By Roman Gokhman
Contra Costa Times
RICHMOND, Calif. — In Managua, the capital of Nicaragua, a 24-member volunteer fire department still uses a 1930 fire engine fondly referred to as “The Potbellied” to respond to emergencies in the city of 1.6 million.
The Richmond Fire Department wants to help the city in the second-poorest nation in the Western Hemisphere by donating a 26,950-pound gift a fire engine retired from service several years ago. But first it needs to come up with $6,000 to ship it.
“The help is desperately needed (in Nicaragua),” said Yader Bermudez, Richmond’s public works director. Bermudez, who oversees the Fire Department’s equipment, is a native Nicaraguan.
The donation will be made through a nonprofit organization started by Oakland firefighters in 2000, called Random Acts of Kindness. It began with good deeds in the Bay Area and has expanded to running children’s medical clinics in two Nicaraguan cities in 2007.
Firefighters from Richmond, San Mateo, Emeryville and Redwood City got involved. Firefighters fluent in Spanish were recruited to translate for doctors and nurses at the clinics.
While working as a translator at the clinics in 2008, Richmond fire Captain Liz de Dios saw how little equipment and training Nicaraguan firefighters had.
Only 20 percent of Nicaragua is covered by fire protection districts, Managua assistant fire chief Atilio Ibarra said. The Managua volunteer department responds to more than 4,000 call annually, he said.
When de Dios saw that a department in Nicaragua had no extrication equipment, used to cut crash victims out of auto wrecks, she remembered that her department was about to get new equipment.
De Dios proposed that Richmond give up its soon-to-be retired equipment. City leaders agreed and the equipment was handed over during a June 2008 training symposium where firefighters from the Bay Area agencies trained counterparts from Central America.
Soon after, the Richmond Fire Department was about to auction off a retired 1973 open-cab engine, which wasn’t expected to bring back much money.
De Dios thought it would be better instead to donate the engine donated to the Managua fire department.
“These guys are driving engines from the second World War,” she said. “That’s ridiculous.”
She approached Bermudez, he took it up with the Richmond City Council, and the council agreed.
The Managua department, founded in 1936, has two stations that are stocked with one engine and one ladder truck, both in great condition, donated from a U.S. department. But everything else is old and breaking down, especially “La Panzona” (The Potbellied), Ibarra said.
Equally rundown are the department’s sole water tanker and fire hoses, and the city’s hydrants.
“Most of the units are very old but thanks to the creativity of our mechanics, most of them still work,” Ibarra said.
The Richmond department has begun fundraising to collect the $6,000 shipping fee, de Dios said, but has raised only $800 in four months.

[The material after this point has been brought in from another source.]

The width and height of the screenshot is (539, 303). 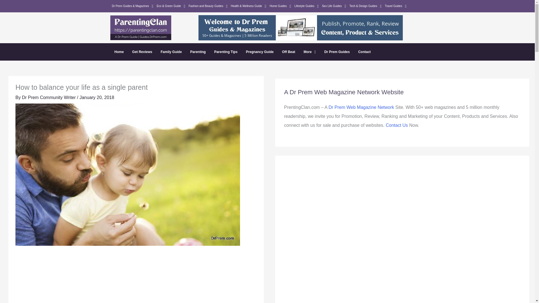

Bermudez has applied for clearance through a U.S. Department of Defense transport program that is free but difficult to qualify for.
De Dios said the department is accepting donations, and if it qualifies for the government service, the money raised will go toward sending more equipment to Nicaragua.
“The red tape has been taken care of four months ago,” de Dios said. “We just need some money (to send the engine).
How to donate
Make checks payable to “Random Acts International (Nica Engine),” and mail to Captain Liz de Dios, c/o Richmond Fire Department, 440 Civic Center Plaza, Richmond, CA 94804.